Now that all asset classes including:

  • property
  • equities, mutual funds
  • bonds
  • cash/currencies/money market funds
  • commodities

have gotten hammered, and the US dollar has rallied due to mass redemptions of foreign investments, an optimal position is in physical gold and silver. The paper market of gold is 2.5 times the size of the physical market, and with the IMF and others selling off positions gold is getting hammered. This should only be for the short term, and the current US$745/ounce won’t last for too long. As the US dollar and Euro get hammered in the medium term, precious metals will very likely shine.

Out of almost 2,100 diversified retail U.S. stock mutual funds that are open to new investors, just 17 have positive returns for both the past 12 months and year-to-date, according to investment researcher Morningstar, Inc.

Michael Perry [CEO of IndyMac] called the markets for mortgage securities “panicked and illiquid” in a letter to employees Thursday.

He said the lender has “very strong liquidity, a good amount of excess capital,” and added that “there are no realistic scenarios that I can foresee that would impair IndyMac’s viability.”

He goes on to say that IndyMac, a large Alt-A lender, will continue to “widen its pricing and tighten product and underwriting guidelines to ensure that a much greater percentage of our production qualifies for sale.”

Quote above from August 2, 2007, TheStreet.com (IndyMac stock closed at $21.05 on August 2, 2007).

Update on July 14, 2008: IndyMac was shut down by federal regulators over the weekend.

I think that this will collapse the bond market regardless of whether they actually put it on the books.

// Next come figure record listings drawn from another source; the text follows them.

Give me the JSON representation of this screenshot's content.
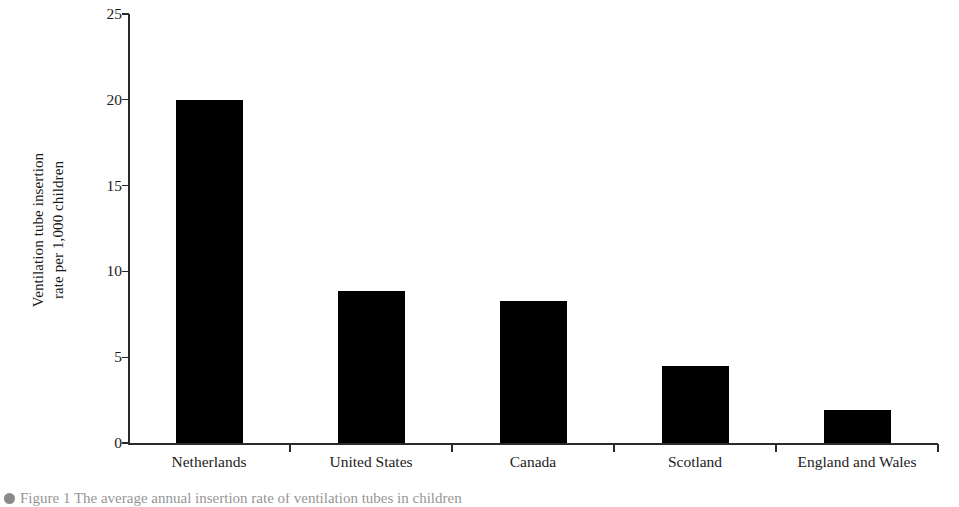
{
  "chart_data": {
    "type": "bar",
    "title": "",
    "xlabel": "",
    "ylabel": "Ventilation tube insertion rate per 1,000 children",
    "ylabel_line1": "Ventilation tube insertion",
    "ylabel_line2": "rate per 1,000 children",
    "categories": [
      "Netherlands",
      "United States",
      "Canada",
      "Scotland",
      "England and Wales"
    ],
    "values": [
      20.0,
      8.85,
      8.3,
      4.5,
      1.9
    ],
    "ylim": [
      0,
      25
    ],
    "yticks": [
      0,
      5,
      10,
      15,
      20,
      25
    ],
    "ytick_labels": [
      "0",
      "5",
      "10",
      "15",
      "20",
      "25"
    ],
    "grid": false,
    "legend": null,
    "bar_color": "#000000",
    "axis_color": "#2a2a2a",
    "background_color": "#ffffff"
  },
  "caption": {
    "text": "Figure 1 The average annual insertion rate of ventilation tubes in children"
  }
}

The implied guarantee is too well understood by the financial community. The government can always change its obligations on SS and Medicare. Those are not contractual.  They are legislative, and more importantly, they are not owed to Wall Street, its friends, and even more, to foreign central banks. FCBs hold 60% of the debt of Fannie and Freddie.  Wall Street expects the government to stand behind Fannie and Freddie, and it is beginning to believe, rightly I think, that this will break the finances of the US government. In fact they are already broken, and the point of recognition is here and now. I look for interest rates on US government securities to be much higher a year from now, perhaps unimaginably so.

Jetlag, Jul 12 2008, 05:35 AM

Interesting article by Amy McAlister of HousingWire today:

Borrowers more than 60 days in arrears on their mortgages hit a record high 3.23 percent for the first three months of 2008, TransUnion said — that’s up 8 percent over the previous quarter’s 2.99 percent average, and is a staggering 61.5 percent higher than the first quarter 2007.

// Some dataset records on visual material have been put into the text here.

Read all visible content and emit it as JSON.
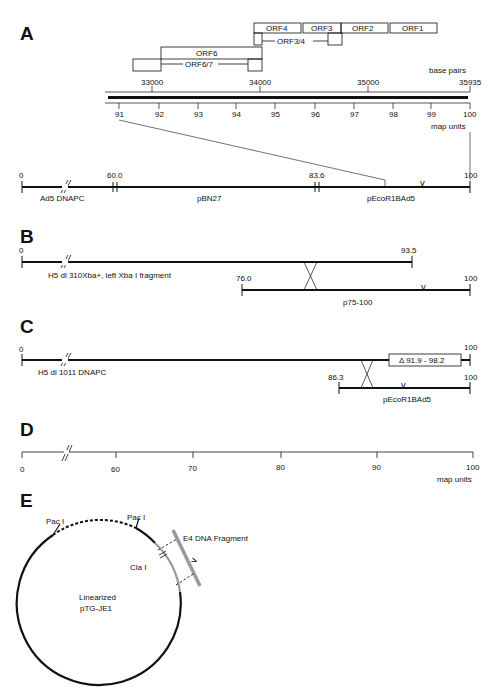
{
  "panels": {
    "A": {
      "letter": "A",
      "orfs": [
        "ORF4",
        "ORF3",
        "ORF2",
        "ORF1",
        "ORF3/4",
        "ORF6",
        "ORF6/7"
      ],
      "bp_label": "base pairs",
      "bp_ticks": [
        "33000",
        "34000",
        "35000",
        "35935"
      ],
      "mu_ticks": [
        "91",
        "92",
        "93",
        "94",
        "95",
        "96",
        "97",
        "98",
        "99",
        "100"
      ],
      "mu_label": "map units",
      "map_ticks": [
        "0",
        "60.0",
        "83.6",
        "100"
      ],
      "segments": [
        "Ad5 DNAPC",
        "pBN27",
        "pEcoR1BAd5"
      ],
      "marker": "v"
    },
    "B": {
      "letter": "B",
      "top_ticks": [
        "0",
        "93.5"
      ],
      "top_label": "H5 dl  310Xba+, left Xba I fragment",
      "bottom_ticks": [
        "76.0",
        "100"
      ],
      "bottom_label": "p75-100",
      "marker": "v"
    },
    "C": {
      "letter": "C",
      "top_ticks": [
        "0",
        "100"
      ],
      "top_label": "H5 dl 1011 DNAPC",
      "deletion_label": "Δ 91.9 - 98.2",
      "bottom_ticks": [
        "86.3",
        "100"
      ],
      "bottom_label": "pEcoR1BAd5",
      "marker": "v"
    },
    "D": {
      "letter": "D",
      "ticks": [
        "0",
        "60",
        "70",
        "80",
        "90",
        "100"
      ],
      "axis_label": "map units"
    },
    "E": {
      "letter": "E",
      "site_left": "Pac I",
      "site_right": "Pac I",
      "site_cla": "Cla I",
      "fragment_label": "E4 DNA Fragment",
      "plasmid_line1": "Linearized",
      "plasmid_line2": "pTG-JE1",
      "marker": "v"
    }
  },
  "colors": {
    "line": "#111111",
    "gray_fragment": "#9a9a9a"
  }
}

This deleveraging process has been a very unique one. Over the last decade, the Fed led many central banks around the world in an unprecedented expansion of money supply. While there is massive credit being withdrawn from the global system, the long-term effects of this money supply expansion has yet to filter through. Investors are running scared of stocks, real estate, and bonds (except Treasuries of course), and have shifted positions to commodities, government bonds, and other “safer” investments. This, along with Bernanke’s decision to drop rates, has led to a serious mispricing of risk and return among government and other bonds.  As investors realize that the US government is bankrupt and currency is nearly worthless, high yield rates are likely to skyrocket. Of course, gold will jump as well.

In a quarterly filing today, Merrill Lynch & Co. dislosed that Level III assets had jumped to nearly $70 billion, an increase of 70% over the same quarter of 2007.  The firm also stated that more than $16 billion of this exposure is related to subprime.  Definitely a sign of things to come though relative to Goldman Sachs, Morgan Stanley, and Lehman, Merrill’s ratio of Level III assets/tangible equity looks good at 90%.  Goldman, Morgan, and Lehman are all above 200% which is where more of the estimated US$1 trillion in credit crunch losses will come from.